The pressure of the carbonation. The containers, either can or bottle, is strong enough to contain the pressure, but it costs extra to make cans or bottles that are stronger than they need to be. So sometimes any extraordinary pressure will cause the can or bottle to break open.
How do you get increasing pressure? Heat will do it, especially in combination with being shaken. I live near Sacramento, CA, and our summer weather can get pretty toasty; 105 F is not uncommon, and 110F would not be a record. A few years ago, driving back from the nearby town of Placerville, I was startled by three distinct explosions in the back seat of my car. Three cans of Diet Pepsi, being shaken by the road and heated by the Sun, all popped- with fountains of soda all over my car. Good thing it was diet, or my car would have been crawling with ants the next day!
Alternatively, you can freeze soda; well, you CAN, but it'll make a mess! As water gets colder, it condenses, down to 39F, or 4C, just a few degrees above freezing. But when water starts to freeze, it EXPANDS - about 15%! So the ice in a soda can rupture the can, spreading soda slush all over the freezer. That's somewhat worse to clean up, actually.
mentos
Vinegar
it explodes....yay.
it explodes
Do you mean baking soda? If you do it kinda explodes, or bubbles over
it bubles and it explodes
the quantity of something explodes with the soda looking thing
What happens is that the soda explodes and the hole place is covered in soda. this creates a chemical reaction or somthing...idk, try it ^.^
Cesium and Potassium are both elements that explode in Water!
It explodes like a volcano! It explodes like a volcano!
The chemicals of the soda and vinegar collide together making more pressure as it builds and than it just explodes.
Diet Coke and Mentos produce the largest spectacle.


■ Exercise instructions: If pictures appear among the lines below, leave them out while you return exactly the lines from the one with "Identify the location of div: DeepLink:." through the one with "The image size is (761, 374).".

■ Data extract:
- Opening Delimiter -

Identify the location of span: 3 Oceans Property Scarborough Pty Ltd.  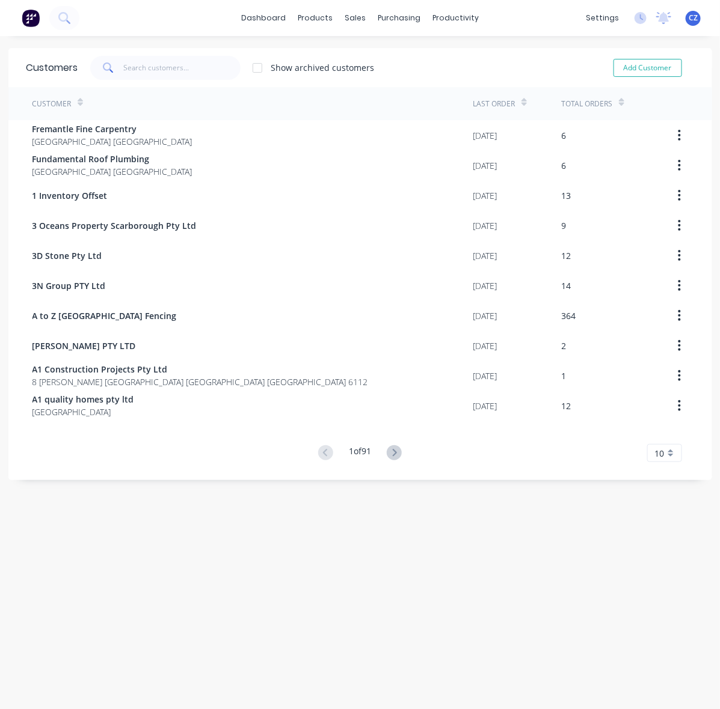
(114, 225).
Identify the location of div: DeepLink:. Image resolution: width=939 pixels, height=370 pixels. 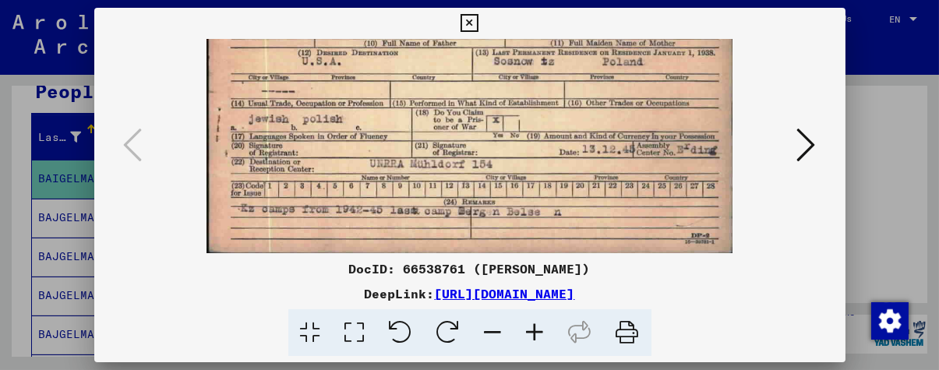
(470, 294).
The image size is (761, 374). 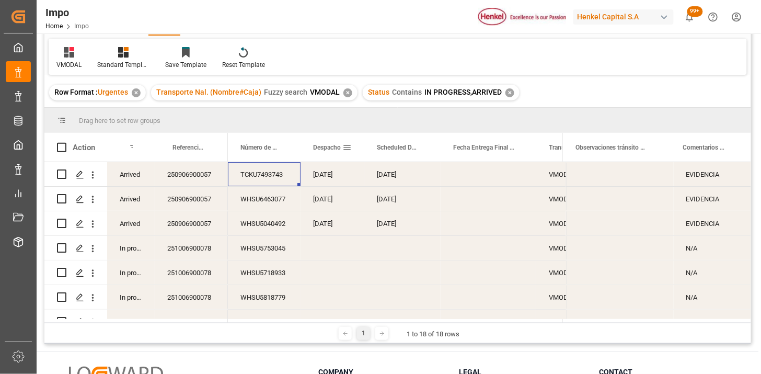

- Closing Delimiter -
- Opening Delimiter -

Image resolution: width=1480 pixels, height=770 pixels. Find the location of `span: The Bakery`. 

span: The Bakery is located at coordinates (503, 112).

- Closing Delimiter -
- Opening Delimiter -

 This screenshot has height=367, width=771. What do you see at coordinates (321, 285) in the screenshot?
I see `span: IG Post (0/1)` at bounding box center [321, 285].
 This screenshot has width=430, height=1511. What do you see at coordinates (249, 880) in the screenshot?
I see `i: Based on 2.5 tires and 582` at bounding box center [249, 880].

- Closing Delimiter -

■ Task result:
Identify the location of div: DeepLink:. Image resolution: width=939 pixels, height=370 pixels. 
(470, 294).
The image size is (761, 374). 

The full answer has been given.